Oracle TimesTen Database, was not using Huge/Large pages. Well at least when I executed a ttStatus command, I saw the following:
Shared Memory KEY 0x0c0504dd ID 1838710795 (LOCKED) when I expected to see
Shared Memory KEY 0x0c0504dd ID 1838710795 (Large Pages,LOCKED)
There are 11 connections to the data store Shared Memory KEY 0x0c0504dd ID 1838710795 (LOCKED) PL/SQL Memory KEY 0x0d0504dd ID 1838743564 Address 0x7fa0000000 Type PID Context Connection Name ConnID Subdaemon 15971 0x0000000001e30470 Manager 142 Subdaemon 15971 0x0000000001e87990 Rollback 141 Subdaemon 15971 0x0000000001f6ff70 Flusher 140 Subdaemon 15971 0x0000000001f85310 Monitor 139 Subdaemon 15971 0x0000000001f9a6b0 Deadlock Detector 138 Subdaemon 15971 0x0000000001faf930 Checkpoint 134 Subdaemon 15971 0x0000000001fc4cd0 Aging 137 Subdaemon 15971 0x00007f53cc0008c0 IndexGC 133 Subdaemon 15971 0x00007f53d0040b20 AsyncMV 136 Subdaemon 15971 0x00007f53d0055da0 HistGC 132 Subdaemon 15971 0x00007f53d8040c60 Log Marker 135
RAM residence policy: Manual Data store is manually loaded into RAM Replication policy : Manual Cache Agent policy : Manual PL/SQL enabled.
My ttendaemon.options file was configured correctly (see snippet below):
-linuxLargePageAlignment 2
-bash-3.2$ cat ttendaemon.options # Commented values are default values -maxsupportlogfiles 10 -maxuserlogfiles 10 -linuxLargePageAlignment 2 -verbose -server <TimesTen port number> # show the date in the ttmesg.log and tterrors.log file -showdate # Allow TimesTen transaction logs to be access via NFS mount point #-allowNetworkFiles
Memory allocations were correct
What could be the problem? One key was the tterrors.log file. I found this line:
-- OS reports not enough large pages available, ####### pages requested
Lets take a look and see what’s going on in the shared memory.
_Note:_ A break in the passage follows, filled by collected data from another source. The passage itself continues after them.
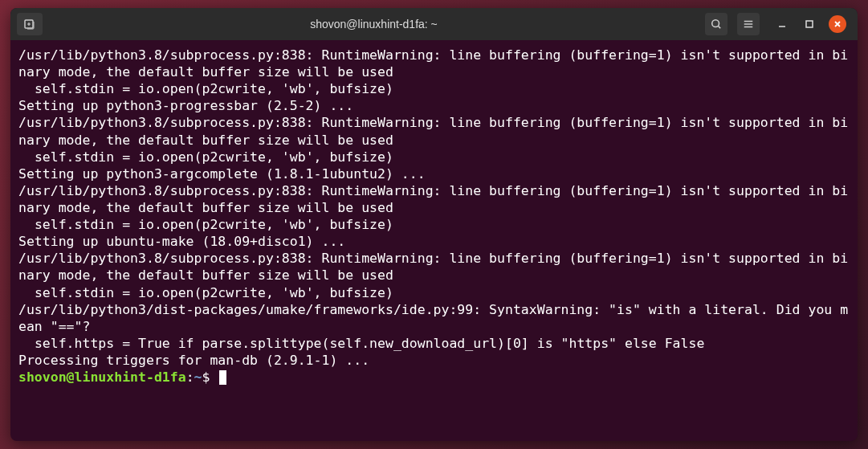 The image size is (868, 449). Describe the element at coordinates (434, 24) in the screenshot. I see `titlebar: shovon@linuxhint-d1fa: ~` at that location.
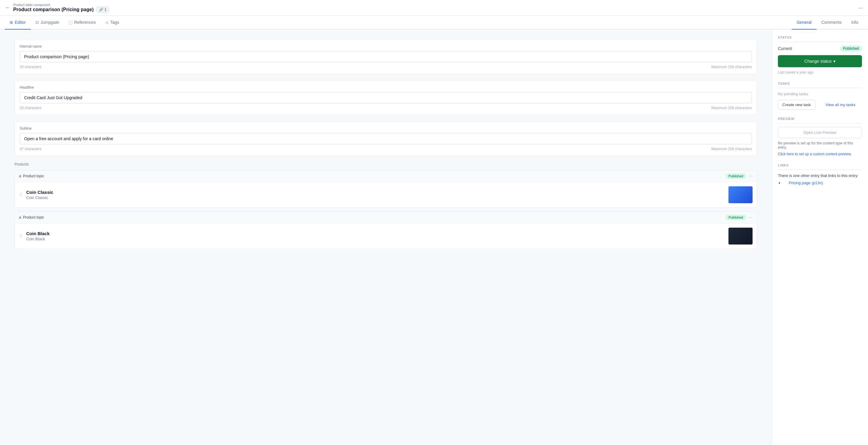 The image size is (868, 445). I want to click on product-card-more-1: ···, so click(751, 176).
-bash-3.2$ ipcs -m ------ Shared Memory Segments -------- key shmid owner perms bytes nattch status 0x00000000 2523137 root 644 80 2 0x00000000 2555906 root 644 16384 2 0x00000000 2588675 root 644 280 2 0x00000000 1833172998 ttowner 660 285636296704 1 dest 0x00000000 1833205767 ttowner 660 67108864 1 dest 0x00000000 1746075656 ttowner 644 790528 3 dest 0x00000000 1746108425 ttowner 644 790528 3 dest 0x00000000 1746141194 ttowner 644 790528 3 dest
Turns out that we had some stale memory segments sitting out there, which was enough to prevent TimesTen from from using large/huge pages. In the status column we see “dest”. Dest means that this memory segment is marked to be destroyed. Because this hasn’t/never happened, there is not enough memory, and we need to go ahead and manually free up this space:
-bash-3.2$ grep 1833172998 /proc/*/maps 2>/dev/null | awk -F"/" '{print "kill -9 "$3}' kill -9 15304 -bash-3.2$ kill -9 15304
Once this space has been freed up, reload the TimesTen database and ttstatus should return:
Shared Memory KEY 0x0c0504dd ID 1838710795 (LARGE PAGES,LOCKED) PL/SQL Memory KEY 0x0d0504dd ID 1838743564 Address 0x7fa0000000 Type PID Context Connection Name ConnID Subdaemon 15971 0x0000000001e30470 Manager 142 Subdaemon 15971 0x0000000001e87990 Rollback 141 Subdaemon 15971 0x0000000001f6ff70 Flusher 140 Subdaemon 15971 0x0000000001f85310 Monitor 139 Subdaemon 15971 0x0000000001f9a6b0 Deadlock Detector 138 Subdaemon 15971 0x0000000001faf930 Checkpoint 134 Subdaemon 15971 0x0000000001fc4cd0 Aging 137 Subdaemon 15971 0x00007f53cc0008c0 IndexGC 133 Subdaemon 15971 0x00007f53d0040b20 AsyncMV 136 Subdaemon 15971 0x00007f53d0055da0 HistGC 132 Subdaemon 15971 0x00007f53d8040c60 Log Marker 135
RAM residence policy: Manual Data store is manually loaded into RAM Replication policy : Manual Cache Agent policy : Manual PL/SQL enabled.
Now this may not be the only reason TimesTen won’t use Large Pages, but it will get you started.